The past several years have fundamentally altered the environment in which leadership is required to operate. The COVID-19 pandemic exposed the underlying assumptions of organisational life. Remote and hybrid work dissolved boundaries between the professional and the personal in ways that have not fully reversed. Collective grief, burnout, and a widespread reassessment of priorities reshaped what people expect from work and from those who lead them. Simultaneously, geopolitical instability, supply chain vulnerabilities, and the rapid rise of artificial intelligence have together produced a quality of uncertainty that is structural rather than cyclical. This is not a temporary turbulence. It is the new condition of leadership.
Into this environment comes a generation of leaders more psychologically literate than their predecessors, more explicit in their advocacy for mental health, and more pluralistic in their understanding of what success means. Their arrival changes what leadership development must address and what it means to lead well at all.

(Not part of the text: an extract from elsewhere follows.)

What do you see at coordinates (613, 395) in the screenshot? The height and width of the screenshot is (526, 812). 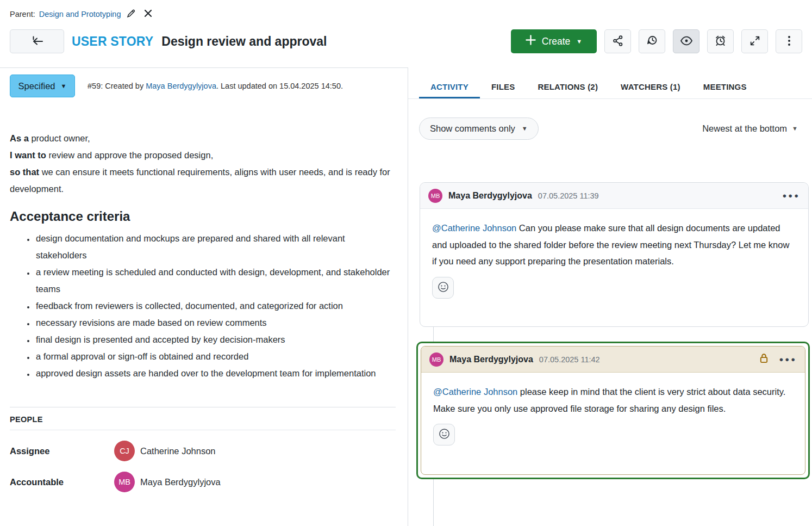 I see `comment-body: @Catherine Johnson please keep in mind t…` at bounding box center [613, 395].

The Complexity Leaders Carry
Leaders do not arrive at their organisations as role-players who leave their humanity at the door. They come with complex inner lives, conscious and unconscious thoughts, mundane and profound preoccupations, aspirations held alongside fears and anxieties. They come with histories, with formative experiences that shaped their particular way of seeing and responding to the world. The existential questions that surface in leadership - who am I in this role, who do I wish to be, why do I do things the way I do — are not separate from the work. They are woven into it, surfacing as a leader’s inner complexity meets an equally complex organisational life.

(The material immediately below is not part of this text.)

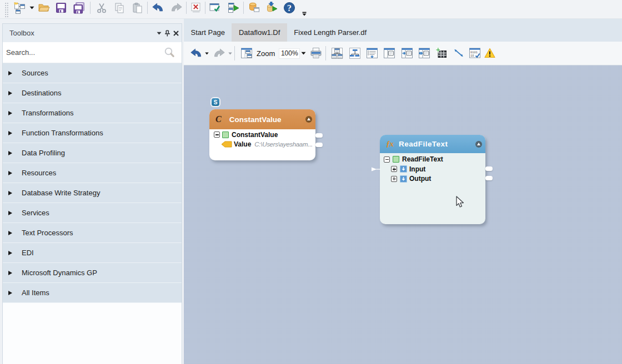 The height and width of the screenshot is (364, 622). I want to click on tree-node-label: Value, so click(242, 144).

What Change Actually Demands
Understanding development at this level requires abandoning the linear assumption that change moves predictably from one defined point to another. Transformation is non-linear, relational, and shaped by individual context and meaning-making. Change is something people construct, often amid disruption and uncertainty, rather than something they progress through neatly. Open tension becomes essential here: the capacity to remain present to the ambiguity of genuine change rather than forcing premature closure.
This is increasingly relevant as technological disruption reshapes industries, career paths, and professional identities. Leaders who built authority within stable domains now face questions not only about how to lead but about what their roles are becoming. For many, the deepest challenge is the disruption of a professional identity built over decades. A postmodern understanding of change offers a different lens: identity is provisional, situated, and continually reconstructed. What appears as loss may also be the beginning of renewal.
The capacity to hold irresolvable tension, resist premature resolution, and remain effective amid uncertainty is not installed through better structures or competency frameworks. It emerges through sustained inner development, the often uncomfortable work of recognising one’s own defensive patterns and impulses toward certainty when continued inquiry is what the moment requires.
This is what open tension names, and what holding complexity, genuinely and without premature resolution, asks of anyone who leads or accompanies leadership in this moment.